We are continuing to go through the frustration of all the medical professionals immediately jumping to the conclusion that it’s psychological. Even at the kids long covid clinic!
@sewblue@argv_minus_one@clarkiestar I was told, by a doctor, that if you needed medical help that going to a vet made more sense because they were trained in a scientific process and mindset unlike doctors.
Not a 1:1 comparison, as an engineer I need to be able to walk up to a structure or system and figure it how it works and if a problem is safety related or not. I need to know how to build on someone else's work.
Doctors are drilled on a series of pre-determined scripts. XYZ symptoms and test results, ABC diagnosis, perscribe 123 medication or refer elsewhere. The prior science did the thinking and insurance will only back those treatments. Evidence based medicine is rigid and unthinking.
Go off script, something new to science, and a normal doctor can't figure out what to do, or have the time. Insurance won't pay. Life is not TV.
I've got far, far more professional discretion than a doctor does, and my work is critical to public safety. Medicine also accepts a far higher death and injury rate than is allowed engineers.
The reality of what medicine is today surprised me.
Also, a lot of doctors seem to have an intense aversion to admitting that they don't know what's causing a symptom, and instead accuse the patient of anxiety, laziness, or the like.
Nevermind that dire symptoms can easily *cause* anxiety and laziness. Because, y'know, they're scary and exhausting. Obviously.
What is that all about? Is med school teaching them to think that way?
This right here is a highlights reel of medical incompetence. The existence of #LongCovid was well known almost as soon as the pandemic began…except, seemingly, to doctors.
When most patients know more about a widespread illness than most doctors do, there is something very, very wrong with doctors' training.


# Work to be completed
Repeat the data exactly. Pictures are not part of the copy.

Data for the task below:

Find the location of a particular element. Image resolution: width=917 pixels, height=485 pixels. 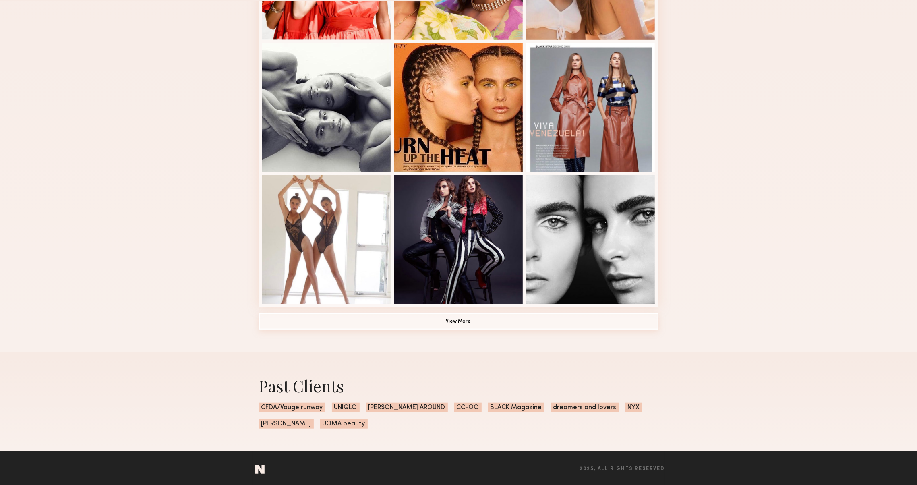

span: BLACK Magazine is located at coordinates (516, 407).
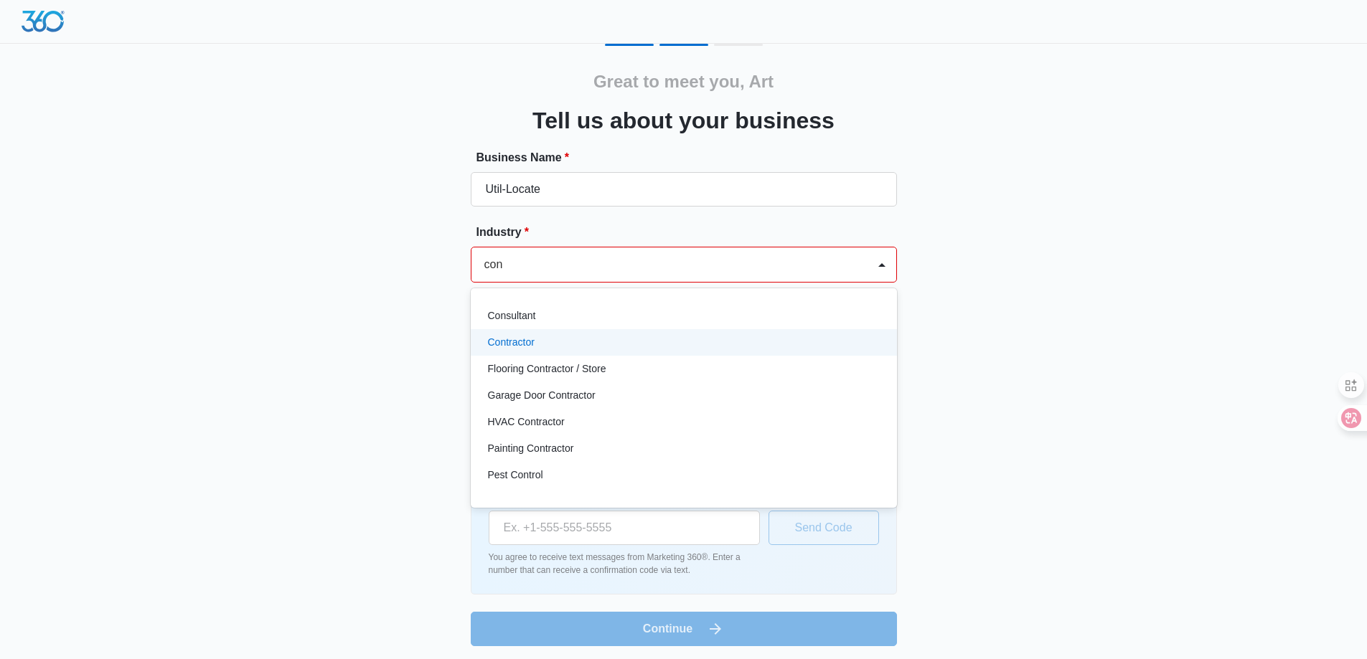 The width and height of the screenshot is (1367, 659). Describe the element at coordinates (624, 528) in the screenshot. I see `input: Ex. +1-555-555-5555` at that location.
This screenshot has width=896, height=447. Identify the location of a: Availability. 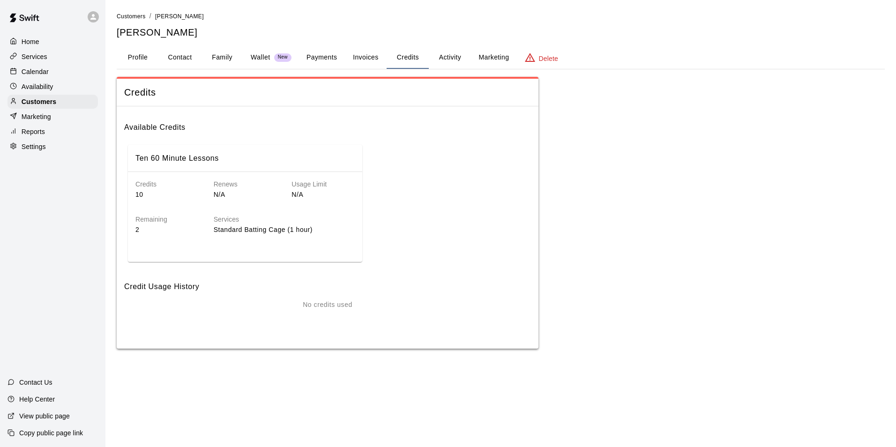
(52, 87).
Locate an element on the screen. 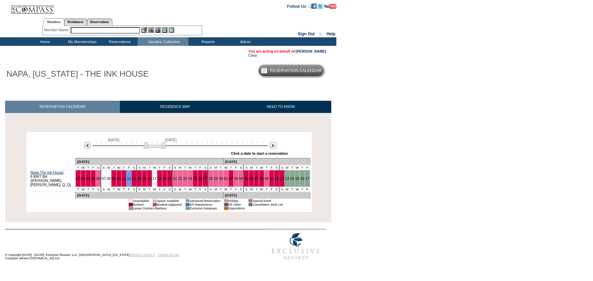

End of Data for the task.

# Answer space
Find the location of a particular element. Image resolution: width=917 pixels, height=485 pixels. 

span: BLACK Magazine is located at coordinates (516, 407).
 The width and height of the screenshot is (1367, 659). Describe the element at coordinates (624, 528) in the screenshot. I see `input: Ex. +1-555-555-5555` at that location.
This screenshot has width=896, height=447. Identify the location of a: Availability. 
(52, 87).
Locate an element on the screen. 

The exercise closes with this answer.